Kinslow was about 45 year old. He leaves a wife
living at Pryor who came down and will take his body back to that place today
for burial. Evans is 33 years old and unmarried. He is a son of
the best known families in the county.
Even the newspaper got the facts turned around.
C.B. shot Kinslow as soon as Dave walked into the store, not when C.B.
went into the store. Evans went up Kinslow after he had shot him twice, holding
his gun as if to shoot again and said, “I should shoot you three times like
you shot me you son-of-a-bitch.” There was no need. Kinslow was dying and said nothing.
C.B. turned and said to those stunned in silence.
“Someone go get the marshal.” He said.
“I am going home to Jackfork. Tell
the sheriff he can find me there.” He
then left without another word. He
got in his car and drove home.
A warrant of arrest was issued January 17, 1924, and served on C.B.,
charging him with murder. He was
taken to jail at Holdenville. He
was released on a $5,000 appearance bond on January 24, with a trial date set
for May 14. C.B. would be
represented by the famed W. T. (Tom) Anglin and Alfred Stevenson.
Nineteen people were subpoenaed as witnesses for the prosecution,
and eight witnesses were called by the defense. Again, it was a show trial.
The courtroom was crowded and people spilled out on the sidewalks.
The defense called witness after witness who testified of the many
times Dave Kinslow was in the county armed and looking for Evans.
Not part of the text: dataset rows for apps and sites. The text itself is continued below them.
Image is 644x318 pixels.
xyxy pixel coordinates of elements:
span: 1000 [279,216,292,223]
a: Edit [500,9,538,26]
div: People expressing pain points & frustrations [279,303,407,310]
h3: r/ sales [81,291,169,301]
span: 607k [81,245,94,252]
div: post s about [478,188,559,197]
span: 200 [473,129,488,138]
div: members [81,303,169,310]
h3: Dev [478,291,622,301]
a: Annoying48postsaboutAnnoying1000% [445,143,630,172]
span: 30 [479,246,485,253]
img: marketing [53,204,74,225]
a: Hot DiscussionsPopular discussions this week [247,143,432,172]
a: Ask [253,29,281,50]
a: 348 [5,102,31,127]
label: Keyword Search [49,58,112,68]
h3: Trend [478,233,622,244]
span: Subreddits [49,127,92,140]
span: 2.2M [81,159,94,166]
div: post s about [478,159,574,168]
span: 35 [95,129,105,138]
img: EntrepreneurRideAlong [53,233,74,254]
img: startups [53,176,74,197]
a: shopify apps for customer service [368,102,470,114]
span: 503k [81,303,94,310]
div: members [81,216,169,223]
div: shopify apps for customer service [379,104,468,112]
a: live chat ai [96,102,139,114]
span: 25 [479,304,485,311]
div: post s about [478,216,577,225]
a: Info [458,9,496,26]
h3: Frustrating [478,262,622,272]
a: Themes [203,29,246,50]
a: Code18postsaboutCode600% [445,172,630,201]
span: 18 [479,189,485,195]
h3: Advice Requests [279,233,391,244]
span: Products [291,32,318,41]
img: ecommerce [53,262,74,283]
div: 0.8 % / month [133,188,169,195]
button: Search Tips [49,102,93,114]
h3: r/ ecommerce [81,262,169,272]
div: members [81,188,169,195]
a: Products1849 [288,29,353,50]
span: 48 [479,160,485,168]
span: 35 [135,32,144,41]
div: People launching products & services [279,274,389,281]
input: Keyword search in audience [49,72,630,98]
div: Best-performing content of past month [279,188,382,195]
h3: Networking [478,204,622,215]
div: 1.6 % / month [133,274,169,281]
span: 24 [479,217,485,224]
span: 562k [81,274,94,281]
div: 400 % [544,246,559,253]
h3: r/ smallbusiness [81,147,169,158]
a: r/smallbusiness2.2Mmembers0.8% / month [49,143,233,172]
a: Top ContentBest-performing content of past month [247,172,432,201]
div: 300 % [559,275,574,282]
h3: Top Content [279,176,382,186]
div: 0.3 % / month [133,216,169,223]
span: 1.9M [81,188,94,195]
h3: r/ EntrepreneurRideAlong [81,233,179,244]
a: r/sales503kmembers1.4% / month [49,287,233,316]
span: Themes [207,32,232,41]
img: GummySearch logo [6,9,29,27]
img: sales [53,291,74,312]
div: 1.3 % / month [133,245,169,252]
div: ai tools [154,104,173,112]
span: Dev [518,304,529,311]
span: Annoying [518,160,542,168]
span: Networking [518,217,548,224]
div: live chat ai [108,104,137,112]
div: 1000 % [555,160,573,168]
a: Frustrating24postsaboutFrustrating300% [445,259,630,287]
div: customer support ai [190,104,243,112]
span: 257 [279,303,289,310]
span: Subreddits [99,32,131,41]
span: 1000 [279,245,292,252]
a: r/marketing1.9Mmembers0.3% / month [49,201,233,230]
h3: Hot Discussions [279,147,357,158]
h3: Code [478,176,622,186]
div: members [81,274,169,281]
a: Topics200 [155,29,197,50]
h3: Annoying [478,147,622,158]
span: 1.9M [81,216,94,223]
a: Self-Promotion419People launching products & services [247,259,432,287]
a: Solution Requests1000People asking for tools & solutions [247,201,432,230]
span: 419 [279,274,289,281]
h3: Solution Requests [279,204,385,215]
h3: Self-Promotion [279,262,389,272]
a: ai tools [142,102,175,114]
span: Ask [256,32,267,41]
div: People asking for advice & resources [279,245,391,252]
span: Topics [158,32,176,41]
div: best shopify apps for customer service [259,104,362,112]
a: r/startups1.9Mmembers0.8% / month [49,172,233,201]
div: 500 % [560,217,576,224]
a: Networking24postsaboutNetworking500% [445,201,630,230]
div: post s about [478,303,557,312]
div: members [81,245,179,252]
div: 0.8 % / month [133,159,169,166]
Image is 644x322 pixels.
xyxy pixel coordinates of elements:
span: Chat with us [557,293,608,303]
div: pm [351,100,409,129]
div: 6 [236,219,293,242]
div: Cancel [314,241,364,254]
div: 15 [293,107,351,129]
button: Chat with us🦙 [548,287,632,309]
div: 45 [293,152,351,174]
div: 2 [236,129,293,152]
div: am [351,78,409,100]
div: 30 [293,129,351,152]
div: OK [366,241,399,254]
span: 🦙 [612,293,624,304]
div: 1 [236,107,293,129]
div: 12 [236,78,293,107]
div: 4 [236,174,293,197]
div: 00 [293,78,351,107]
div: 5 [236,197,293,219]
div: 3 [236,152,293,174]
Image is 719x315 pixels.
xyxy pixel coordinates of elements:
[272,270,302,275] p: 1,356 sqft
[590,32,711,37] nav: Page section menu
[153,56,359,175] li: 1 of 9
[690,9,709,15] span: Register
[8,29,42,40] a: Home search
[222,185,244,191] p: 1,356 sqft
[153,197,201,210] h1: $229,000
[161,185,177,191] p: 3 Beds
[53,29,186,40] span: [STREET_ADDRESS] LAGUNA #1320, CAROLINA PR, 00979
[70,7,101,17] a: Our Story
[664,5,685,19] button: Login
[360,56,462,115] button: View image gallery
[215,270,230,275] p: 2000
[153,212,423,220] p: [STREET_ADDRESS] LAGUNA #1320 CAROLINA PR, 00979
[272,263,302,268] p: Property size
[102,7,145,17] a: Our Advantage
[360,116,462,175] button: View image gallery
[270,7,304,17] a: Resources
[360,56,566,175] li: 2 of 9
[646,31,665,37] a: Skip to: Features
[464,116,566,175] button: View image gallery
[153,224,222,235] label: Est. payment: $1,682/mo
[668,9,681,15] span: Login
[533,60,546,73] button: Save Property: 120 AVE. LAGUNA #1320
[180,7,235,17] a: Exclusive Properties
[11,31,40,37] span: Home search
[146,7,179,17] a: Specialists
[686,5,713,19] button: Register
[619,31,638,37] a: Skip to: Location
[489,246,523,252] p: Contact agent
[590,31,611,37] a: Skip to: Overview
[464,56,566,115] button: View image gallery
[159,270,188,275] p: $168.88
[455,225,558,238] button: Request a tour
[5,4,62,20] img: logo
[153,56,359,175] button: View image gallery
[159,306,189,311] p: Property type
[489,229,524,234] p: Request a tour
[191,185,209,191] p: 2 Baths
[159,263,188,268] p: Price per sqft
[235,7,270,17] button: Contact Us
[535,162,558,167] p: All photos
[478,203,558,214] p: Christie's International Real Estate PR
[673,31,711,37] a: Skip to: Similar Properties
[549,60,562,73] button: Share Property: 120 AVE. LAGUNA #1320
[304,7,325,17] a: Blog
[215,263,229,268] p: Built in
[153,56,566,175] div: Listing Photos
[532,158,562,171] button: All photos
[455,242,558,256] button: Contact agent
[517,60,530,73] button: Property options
The wife of David Kinslow, who took his body to Pryor, was identified
as Myrtle Kinslow.
On May 15, 1924, the jury found Evans not guilty on the grounds of
self-defense. The verdict was
reported in the county newspapers.
C.B.
Evans would later marry and have a son and a daughter.
He was considered a substantial citizen of Hughes County well respected
and liked. He would not talk
about the killing, and his daughter died without ever hearing these facts.
This will become news to his grandchildren.
C.B. is buried in the Gerty Cemetery.
His wife died in 1994 and is buried next to him.
She never discussed the shooting with her children.
My search began to find out why Grandfather Hill did not want my
father to marry his daughter. The
research causes me to gain greater respect for my Hill and my Evans heritage.
But, even to this day, members of the Hill family think that my Evans
kin has something to do with the death of Marshal L. S. Hill in 1898.
The Evans did not.
Even in October 1930, Civil War feelings – Republican Union vs.
Confederate Democrat – were still strong.
Republican Gus Hill was so upset that C.B. Evans had killed an unarmed
man and went free that he said when my father ask for mother’s hand in
marriage, “I don’t want my daughter marrying any of those murdering
Evans.” Gus Hill gave no
credence to the fact Kinslow had first shot Evans and then later stalked him.
He was not referring, in my judgment, to the killing of his
half-brother Bud Hill in 1898 when he said what he did. Anyway, these events
almost kept my father from marrying my mother, but grandpa Hill recanted.
Family confusion continues to this day. It is my hope this will set the record straight.